Methods: Data from the Korea Workers' Compensation and Welfare Service (KWCWS) from 2012 to 2023 were analyzed to examine occupational disease issues in South Korea's semiconductor and display industries.
Results: KWCWS received 174 occupational disease claims between 2012 and 2023, with 88 (50.6%) approved. The case of a 22-year-old semiconductor worker who died from leukemia has raised awareness and appears to be leading to more claims and higher approval rates. Cancer-related claims, particularly for breast and blood cancers, were the most common. Since 2018, the approval rate for occupational diseases has increased to 60%, which may have been influenced by the Supreme Court's Principle of Presumption of Occupational Diseases and the government's reduction of the burden of proof. However, approval rates remain lower in small- and medium-sized enterprises (38.0%) compared to large corporations (55.6%), likely because of better documentation and unionization in the latter. The semiconductor industry had more claims and approvals than the LCD industry, primarily due to its longer operational history and greater chemical exposure.

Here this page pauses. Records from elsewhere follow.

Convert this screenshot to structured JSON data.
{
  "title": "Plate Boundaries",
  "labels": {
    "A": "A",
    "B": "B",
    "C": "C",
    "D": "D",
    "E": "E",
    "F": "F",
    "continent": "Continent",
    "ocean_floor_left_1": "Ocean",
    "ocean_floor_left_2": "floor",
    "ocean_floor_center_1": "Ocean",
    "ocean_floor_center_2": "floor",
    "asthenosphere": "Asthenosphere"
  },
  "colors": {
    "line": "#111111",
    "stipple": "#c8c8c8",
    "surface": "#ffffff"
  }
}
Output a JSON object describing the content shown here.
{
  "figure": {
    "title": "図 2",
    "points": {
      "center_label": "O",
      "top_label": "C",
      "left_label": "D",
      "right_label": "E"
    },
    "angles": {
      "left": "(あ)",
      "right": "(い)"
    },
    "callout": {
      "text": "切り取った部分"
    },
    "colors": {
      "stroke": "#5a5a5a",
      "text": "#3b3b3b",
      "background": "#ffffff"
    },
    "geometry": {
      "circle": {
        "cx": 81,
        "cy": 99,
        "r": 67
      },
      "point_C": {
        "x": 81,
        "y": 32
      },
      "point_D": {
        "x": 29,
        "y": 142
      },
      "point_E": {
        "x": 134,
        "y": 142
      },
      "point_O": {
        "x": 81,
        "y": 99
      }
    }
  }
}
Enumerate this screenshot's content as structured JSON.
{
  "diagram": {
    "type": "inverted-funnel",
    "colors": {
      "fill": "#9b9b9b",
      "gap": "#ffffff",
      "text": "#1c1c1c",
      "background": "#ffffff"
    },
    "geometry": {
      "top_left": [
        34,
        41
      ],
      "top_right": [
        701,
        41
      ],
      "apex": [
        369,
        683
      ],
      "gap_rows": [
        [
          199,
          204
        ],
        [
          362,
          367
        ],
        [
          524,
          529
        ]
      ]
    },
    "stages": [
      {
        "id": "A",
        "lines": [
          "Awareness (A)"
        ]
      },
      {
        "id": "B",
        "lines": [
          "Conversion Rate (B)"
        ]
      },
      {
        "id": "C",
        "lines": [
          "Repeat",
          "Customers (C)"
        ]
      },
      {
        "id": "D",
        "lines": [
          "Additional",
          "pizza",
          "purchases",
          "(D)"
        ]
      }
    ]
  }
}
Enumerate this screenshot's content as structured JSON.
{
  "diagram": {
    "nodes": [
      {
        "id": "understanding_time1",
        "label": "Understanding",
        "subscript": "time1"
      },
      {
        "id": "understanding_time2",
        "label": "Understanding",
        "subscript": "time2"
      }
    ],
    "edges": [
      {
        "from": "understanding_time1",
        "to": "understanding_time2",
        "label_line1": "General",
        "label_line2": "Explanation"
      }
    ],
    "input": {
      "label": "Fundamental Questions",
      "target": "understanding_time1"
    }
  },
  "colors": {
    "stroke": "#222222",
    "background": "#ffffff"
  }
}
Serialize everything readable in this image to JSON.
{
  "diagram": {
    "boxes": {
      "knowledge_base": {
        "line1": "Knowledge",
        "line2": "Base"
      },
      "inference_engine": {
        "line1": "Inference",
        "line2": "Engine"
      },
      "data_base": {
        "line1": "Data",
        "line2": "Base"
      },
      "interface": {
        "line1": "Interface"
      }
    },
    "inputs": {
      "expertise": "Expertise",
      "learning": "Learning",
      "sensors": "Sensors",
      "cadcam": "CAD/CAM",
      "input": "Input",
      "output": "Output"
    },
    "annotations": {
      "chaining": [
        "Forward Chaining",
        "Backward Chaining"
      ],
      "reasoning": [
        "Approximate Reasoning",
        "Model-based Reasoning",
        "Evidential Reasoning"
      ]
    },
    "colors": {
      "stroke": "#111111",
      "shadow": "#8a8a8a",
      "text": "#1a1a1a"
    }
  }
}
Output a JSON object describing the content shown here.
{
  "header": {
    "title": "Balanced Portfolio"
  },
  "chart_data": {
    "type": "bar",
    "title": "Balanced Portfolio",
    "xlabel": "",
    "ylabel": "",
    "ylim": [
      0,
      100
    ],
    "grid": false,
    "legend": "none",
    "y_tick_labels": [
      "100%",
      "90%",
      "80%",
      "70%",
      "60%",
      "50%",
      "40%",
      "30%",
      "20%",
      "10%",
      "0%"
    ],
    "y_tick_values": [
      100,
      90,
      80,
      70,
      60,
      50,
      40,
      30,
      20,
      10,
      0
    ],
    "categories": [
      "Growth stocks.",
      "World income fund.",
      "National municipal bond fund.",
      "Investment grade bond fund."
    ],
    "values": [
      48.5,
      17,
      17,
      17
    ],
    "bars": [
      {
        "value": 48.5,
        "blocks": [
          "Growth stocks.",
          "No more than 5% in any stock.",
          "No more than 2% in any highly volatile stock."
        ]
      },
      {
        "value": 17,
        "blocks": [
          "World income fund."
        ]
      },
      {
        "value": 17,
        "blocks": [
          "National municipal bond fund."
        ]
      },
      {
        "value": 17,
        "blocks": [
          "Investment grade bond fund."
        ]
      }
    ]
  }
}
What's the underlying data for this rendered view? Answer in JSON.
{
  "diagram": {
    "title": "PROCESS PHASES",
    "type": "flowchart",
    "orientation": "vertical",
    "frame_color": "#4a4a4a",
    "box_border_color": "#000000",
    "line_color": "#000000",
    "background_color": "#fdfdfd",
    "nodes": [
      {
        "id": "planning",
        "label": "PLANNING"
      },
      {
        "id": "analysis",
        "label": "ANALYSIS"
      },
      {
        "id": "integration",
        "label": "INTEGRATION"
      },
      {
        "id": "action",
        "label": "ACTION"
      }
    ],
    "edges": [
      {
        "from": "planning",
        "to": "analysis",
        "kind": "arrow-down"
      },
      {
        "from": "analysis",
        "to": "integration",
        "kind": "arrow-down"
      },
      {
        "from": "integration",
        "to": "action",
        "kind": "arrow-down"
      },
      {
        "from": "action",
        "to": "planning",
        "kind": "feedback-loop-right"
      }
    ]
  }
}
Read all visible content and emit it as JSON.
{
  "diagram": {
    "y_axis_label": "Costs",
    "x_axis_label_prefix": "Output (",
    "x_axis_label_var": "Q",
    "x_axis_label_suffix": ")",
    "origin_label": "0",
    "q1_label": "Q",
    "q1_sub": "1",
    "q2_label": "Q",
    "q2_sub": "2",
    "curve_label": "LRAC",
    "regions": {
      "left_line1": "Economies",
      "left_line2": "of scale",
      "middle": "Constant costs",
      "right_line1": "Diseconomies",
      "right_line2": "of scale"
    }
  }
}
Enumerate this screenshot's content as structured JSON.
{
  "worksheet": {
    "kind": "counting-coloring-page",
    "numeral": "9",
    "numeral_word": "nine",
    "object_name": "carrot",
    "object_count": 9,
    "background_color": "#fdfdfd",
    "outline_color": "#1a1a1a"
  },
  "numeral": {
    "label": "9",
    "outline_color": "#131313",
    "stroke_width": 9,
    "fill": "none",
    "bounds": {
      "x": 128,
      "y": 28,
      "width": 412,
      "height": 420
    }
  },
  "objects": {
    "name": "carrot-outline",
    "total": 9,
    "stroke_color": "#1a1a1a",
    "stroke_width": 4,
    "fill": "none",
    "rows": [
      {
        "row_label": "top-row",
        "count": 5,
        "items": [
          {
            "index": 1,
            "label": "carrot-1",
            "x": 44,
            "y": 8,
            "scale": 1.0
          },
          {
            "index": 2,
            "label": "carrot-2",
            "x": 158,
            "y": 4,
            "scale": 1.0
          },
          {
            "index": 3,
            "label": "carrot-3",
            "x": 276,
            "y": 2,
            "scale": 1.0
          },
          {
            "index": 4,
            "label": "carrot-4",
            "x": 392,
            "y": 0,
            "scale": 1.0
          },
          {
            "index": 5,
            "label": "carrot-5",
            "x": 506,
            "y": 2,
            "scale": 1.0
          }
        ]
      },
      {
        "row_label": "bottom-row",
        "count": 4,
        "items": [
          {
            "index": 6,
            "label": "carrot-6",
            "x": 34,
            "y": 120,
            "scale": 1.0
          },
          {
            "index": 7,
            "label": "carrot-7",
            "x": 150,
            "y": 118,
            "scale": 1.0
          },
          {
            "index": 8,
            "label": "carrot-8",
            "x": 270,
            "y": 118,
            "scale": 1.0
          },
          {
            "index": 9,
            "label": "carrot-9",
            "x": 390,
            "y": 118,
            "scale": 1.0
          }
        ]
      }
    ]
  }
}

Conclusions: In South Korea, the increasing approval rate of occupational diseases in the electronics industry from 2012 to 2023 appears to reflect changes in how causal relationships and occupational health policies have been implemented and this is likely due to stakeholder involvement and relevant legal decisions.
期刊介绍:
Annals of Occupational and Environmental Medicine (AOEM) is an open access journal that considers original contributions relevant to occupational and environmental medicine and related fields, in the form of original articles, review articles, short letters and case reports. AOEM is aimed at clinicians and researchers working in the wide-ranging discipline of occupational and environmental medicine. Topic areas focus on, but are not limited to, interactions between work and health, covering occupational and environmental epidemiology, toxicology, hygiene, diagnosis and treatment of diseases, management, organization and policy. As the official journal of the Korean Society of Occupational and Environmental Medicine (KSOEM), members and authors based in the Republic of Korea are entitled to a discounted article-processing charge when they publish in AOEM.